In our early days, being recognized on any list of great companies was hard to imagine. There were times when we sold the office furniture to make payroll.

I described the CEO job as knowing what to do and getting the company to do what you want. Designing a proper company culture will help you get your company to do what you want in certain important areas for a very long time.

Rap helps me connect emotionally.

The hardest thing about starting a company and running a company is, there's just so many expectations on you, and there are so many people who have things that they want you to do. It's a lot like life about that.

The key to high-quality communication is trust, and it's hard to trust somebody that you don't know.

It is very helpful to me, in my job, for people to know me better. A lot of that is, it's a communication job.

Business ends up being very dynamic and situational.

It helps to have founded and run a company if you're going to help somebody run a company who is a founder.

Big companies have trouble with innovation. Innovation is about bad ideas, or ideas that look like bad ideas. That's the fundamental thing.

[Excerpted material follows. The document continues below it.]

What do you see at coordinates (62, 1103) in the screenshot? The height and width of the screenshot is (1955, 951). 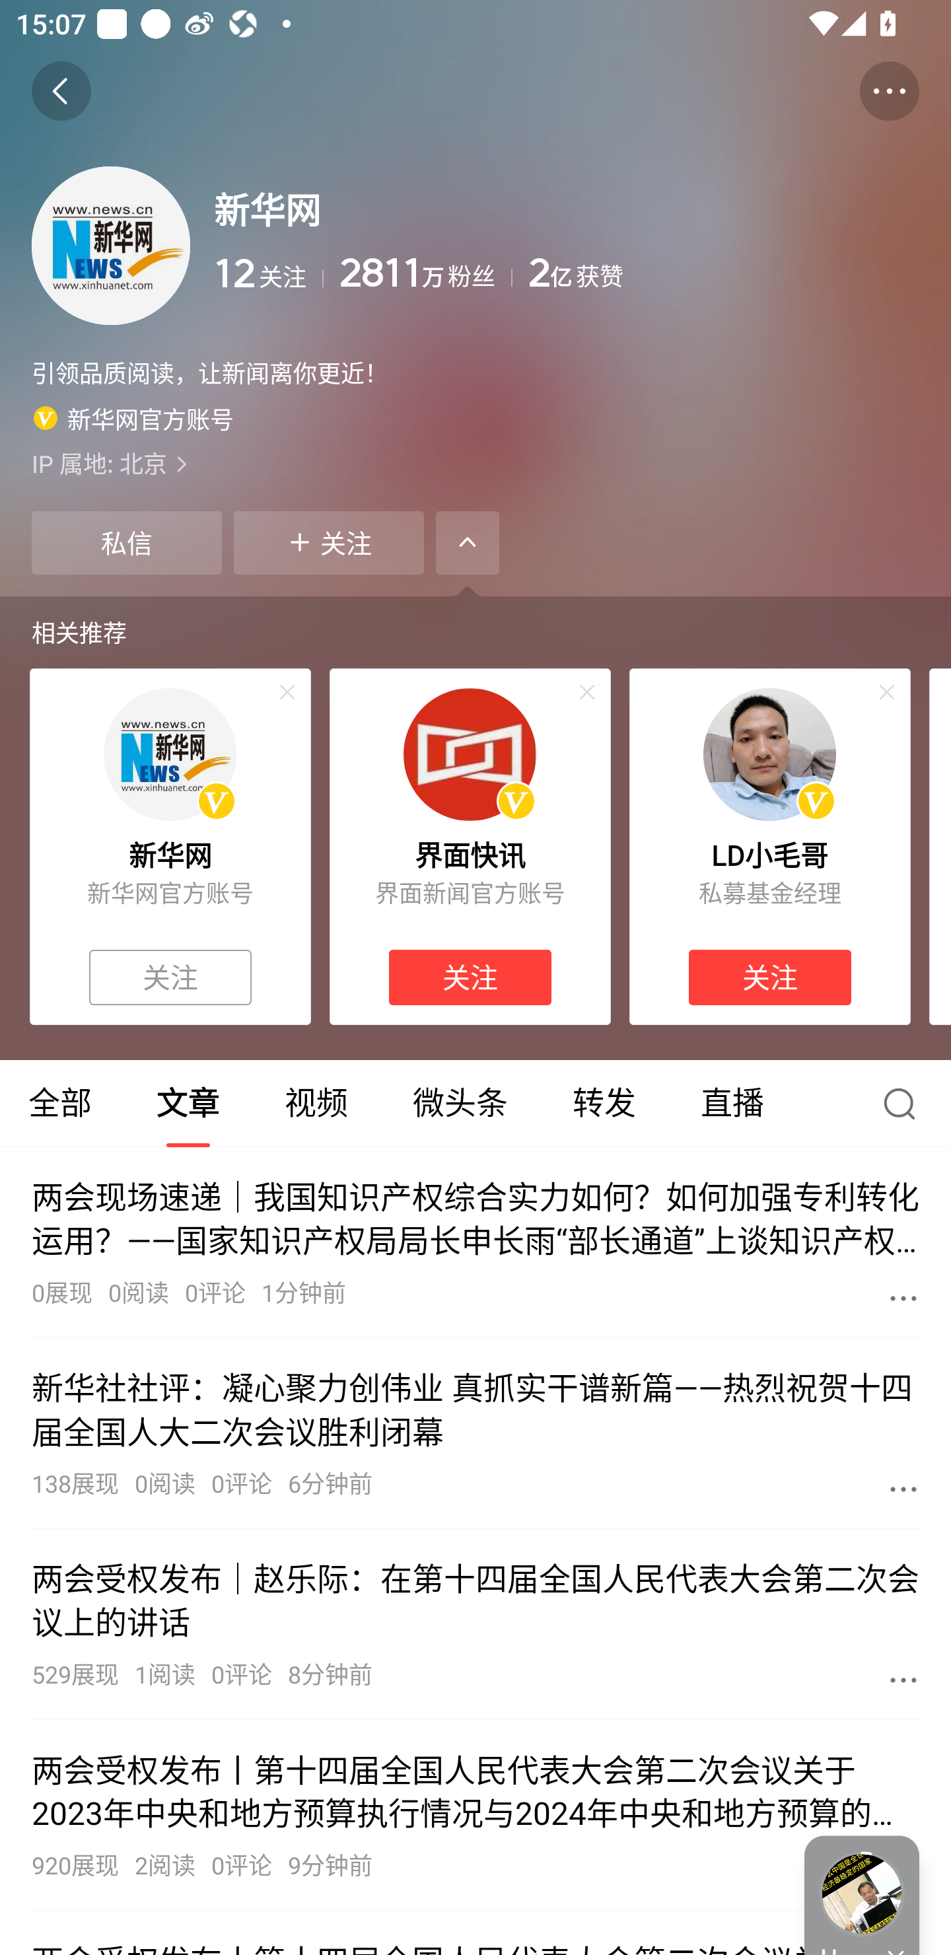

Leadership is hard to train on.

Do you have a real interest in people who work for you? Most good leaders have that - it's hard to get someone to follow you if they feel like you hate 'em.

The first rule of the C.E.O. psychological meltdown is 'Don't talk about the psychological meltdown.'

In boxing, you get hit, it's painful, then you sit on the stool when the adrenaline is gone and you feel that pain. And then you fight the next round.

To succeed at selling a losing product, you must develop seriously superior sales techniques. In addition, you have to be massively competitive and incredibly hungry to survive in that environment.

When screening engineers from other companies, its smart to value engineers from great companies more than those from mediocre companies.

Hire sales people who are really smart problem solvers, but lack courage, hunger and competitiveness, and your company will go out of business.

A good engineering interview will include some set of difficult problems to solve. It might even require that the candidate write a short program. In addition, it will test the candidate's knowledge of the tools she uses in great depth.

If I'm in my position at a company, I may not have the knowledge of the C.E.O., I may not know what's possible, or I may not have the creativity, but if I can identify a problem, that's a valuable thing.

People say the most important thing is building a world-class team.

By far the most difficult skill I learned as a C.E.O. was the ability to manage my own psychology. Organizational design, process design, metrics, hiring and firing were all relatively straightforward skills to master compared with keeping my mind in check.

I would have never wanted to write another management book. There are so many of them, and everybody says the same thing about them, and they are all the same - they give the exact same advice. It's like a diet book; they all say eat less calories, exercise more, and every single book has the same conclusion.

I had a terrible time hiring rich people. It sounds funny, but the problem is when things go wrong they can ask, 'Why am I doing this?' You don't ever want anybody asking that question. You want them to say, 'I know why I'm doing it, I need the money, let's go' or whatever it is that draws them.

One of the things I say to people is: Imagine if we succeeded.

A wartime C.E.O. may not delegate. They make every decision based on the next product release. They may use a lot of profanity.